An Action Hero‘s oil and water combination of genres doesn’t always gel, gets overly far-fetched in places but still holds up on the strength of whimsy and surprise, notes Sukanya Verma.
While reviewing In Bruges, late film critic Roger Ebert wrote, ‘a film that seems to happen as it goes along.’
It’s what Anirudh Iyer’s directorial debut fancies itself to be as the action shifts from a small village in Haryana to south of England. Except in place of gangsters caught in an existential crisis, An Action Hero swings back and forth between a black crime comedy and a spoofy satire on the media’s self-appointed moral police as well as the business of manufacturing and marketing news.
An Action Hero‘s oil and water combination of genres doesn’t always gel, gets overly far-fetched in places but still holds up on the strength of whimsy and surprise.
It has something pertinent to say about celebrity media trials and the ongoing boycott culture afflicting Bollywood even if it’s a few drafts underwritten.
There are some cheeky ideas in there, some cunning humour too.
But it’s all too choppily put together to render its circle of crime that jubilant feeling when the moment of vindication finally arrives.
Ayushmann Khurrana takes a break from social service duties to slip under the skin of a Bollywood daredevil.
Although his Maanav holds his designer sunglasses dear and flaunts his chiseled torso at the drop of hat, he likes to think before he fights.
Clearly, the man does his own stunts given how well he fares later on in the absence of choreographed action sequences.
Over the course of the movie, he emerges more of a behind-the-scenes guy in charge of his own dialogue and destiny.
When we first see Maanav, he’s detained and doing planks while handcuffed in a British secret service facility. How tables turn from a responsible youth icon rejecting a mobster biopic to internationally sought criminal is the movie.
Back in Haryana, a scuffle between Maanav and a local Jatt politician’s sibling sporting a Wrogn T-shirt spirals out of control.
Money being no issue, Maanav takes a leaf out of (Vijay) Mallya and Nirav (Modi)’s book and flees to UK even as the latter’s temperamental big brother Bhoora (Jaideep Ahlawat) bays for his blood.
Before their game of hide-and-seek kickstarts, An Action Hero comically glimpses at the jumbled law and order and snoopy local journalism of the region.
Witch hunt for Maanav by TRP-hungry anchors remains its steady focus even as the man of the hour negotiates his way out of a spate of misadventures in foreign land.
These tonal shifts between crime and comedy are as jumpy as the movie’s propensity to dive into a lengthy car chase or forced face-offs.
An Action Hero has a rhythm about it, but no song.
Too many of its jokes, amusing as they are — like the difference between DoP and DCP — appear out of context.

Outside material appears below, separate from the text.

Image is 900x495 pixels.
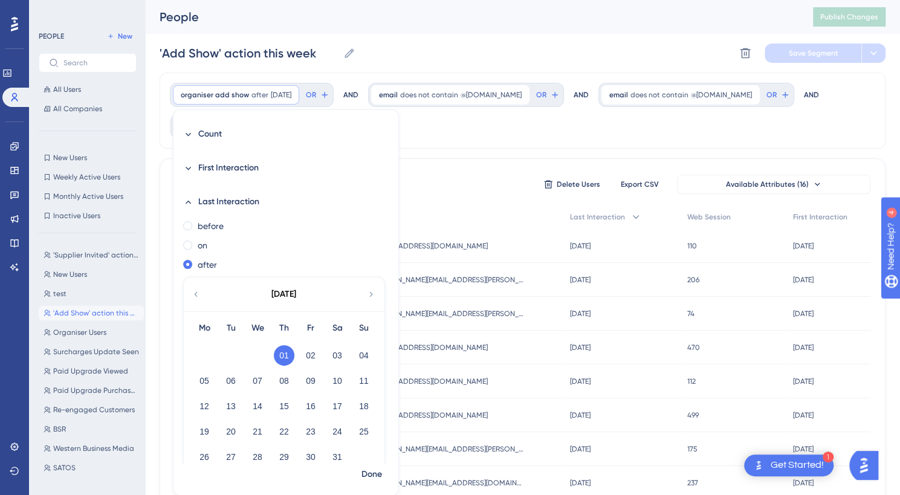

Caricatures of shrill news anchors from Hindi and English media, accurate as they may be, are long past novelty.
But it sure is droll to watch a Bollywood action hero consulting the industry’s original Khiladi in one of the more inspired moments in the movie. How insanely meta would the joke be if only the plane was flying to Canada.
Iyer’s taunting wit alludes to a lot of gossip churned out by the fourth estate but takes little notice of the obvious parallels between Maanav’s professional and personal reality.
Where the media circus goes overboard demonising him, An Action Hero‘s need to emphasise on his virtues — refusing to pass the buck to his subordinates, helping strangers with their broken down cars — borders on heavy-handedness. His newfound grit based on overnight epiphanies has little to back it up.
Despite these irregularities, Ayushmann Khurrana conveys an acumen for the role.
He keeps the momentum going even as the story takes a lot of convoluted turns interspersed in industry myths, hearsay and in-jokes.
It’s a bonkers third act, but the actor sets forth its touché potential to the hilt.
Always a good choice for prickly characters, Jaideep Ahlawat’s mastery in dour face and dry wit is well known.
Too bad its terribly confused characterisation dumbs him down into a programmed hitman.
An Action Man simply cannot decide whether his objective is vendetta or voicing fan-star obligations.
Any time an opportunity for some exciting existential conversation between these two men, as two sides of the same coin, presents itself, Iyer opts for a less complicated chase-and-combat routine.
An Action Hero could flex a lot more than muscles, but An Action Hero is all it wants to be.